= About this exercise =
Below are the records. Reproduce exactly the lines from the one containing "Image resolution: width=534" through the final line, and omit any pictures.

= Provided entries =
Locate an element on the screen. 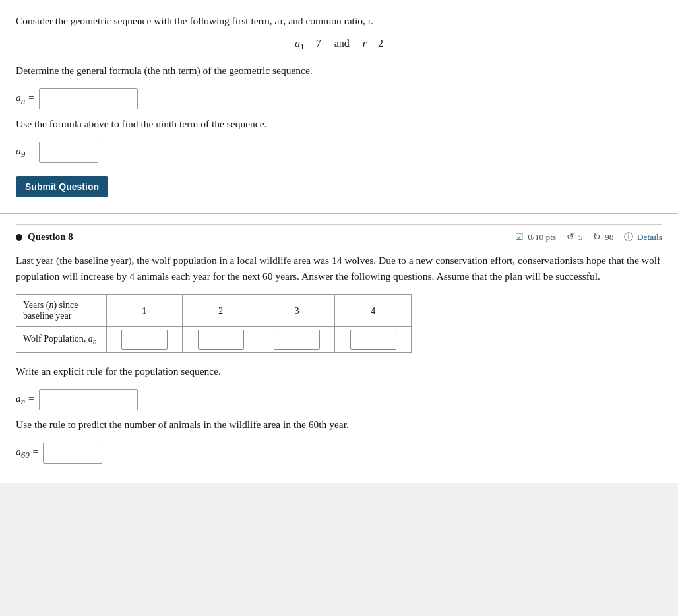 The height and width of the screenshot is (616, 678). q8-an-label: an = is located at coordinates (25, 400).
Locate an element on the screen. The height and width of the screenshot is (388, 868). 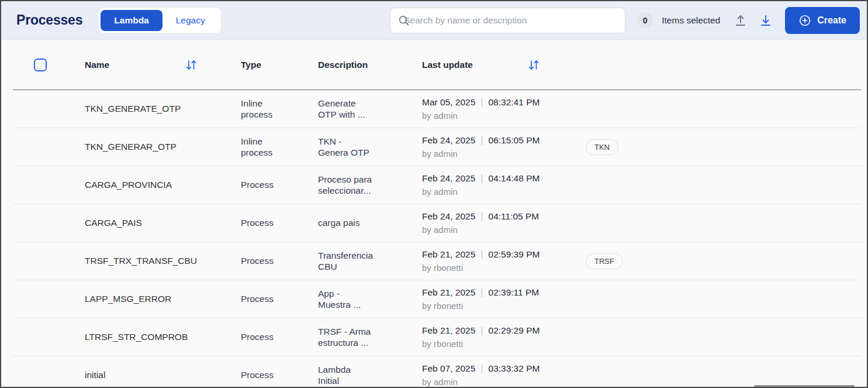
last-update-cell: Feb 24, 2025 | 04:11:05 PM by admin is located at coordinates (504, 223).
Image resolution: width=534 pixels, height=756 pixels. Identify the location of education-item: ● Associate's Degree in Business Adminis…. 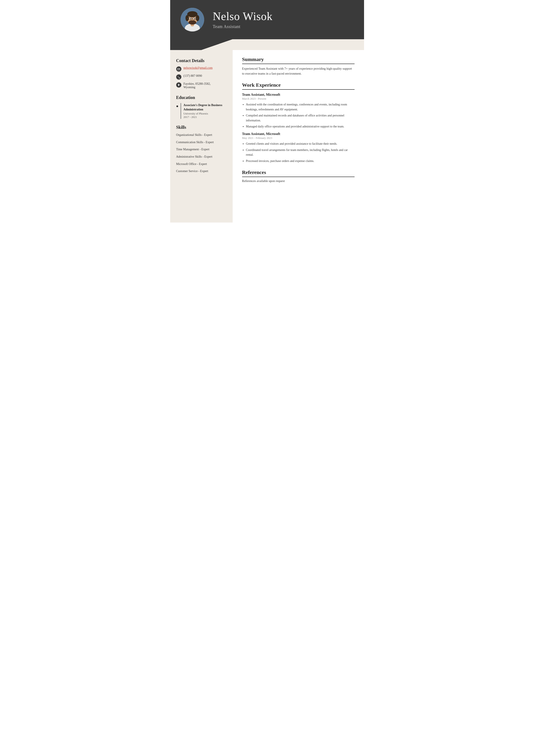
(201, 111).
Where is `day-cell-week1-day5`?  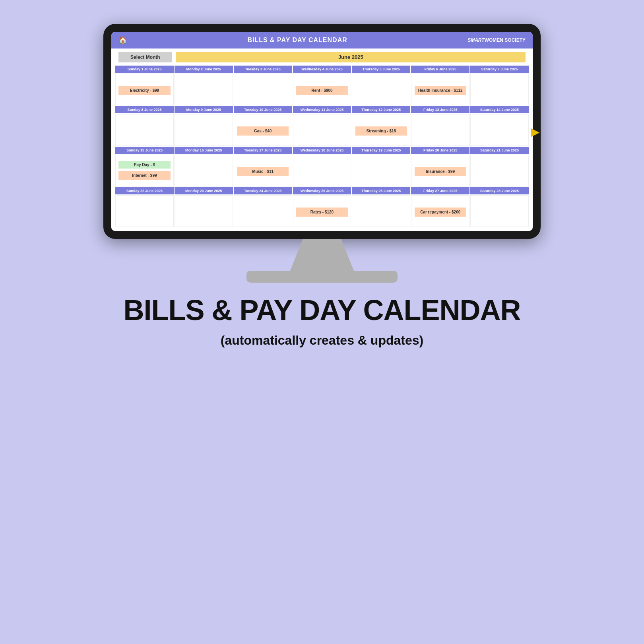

= Exercise response =
Image resolution: width=534 pixels, height=756 pixels. Identify the location of education-item: ● Associate's Degree in Business Adminis…. 
(201, 111).
Where is `day-cell-week1-day5`?  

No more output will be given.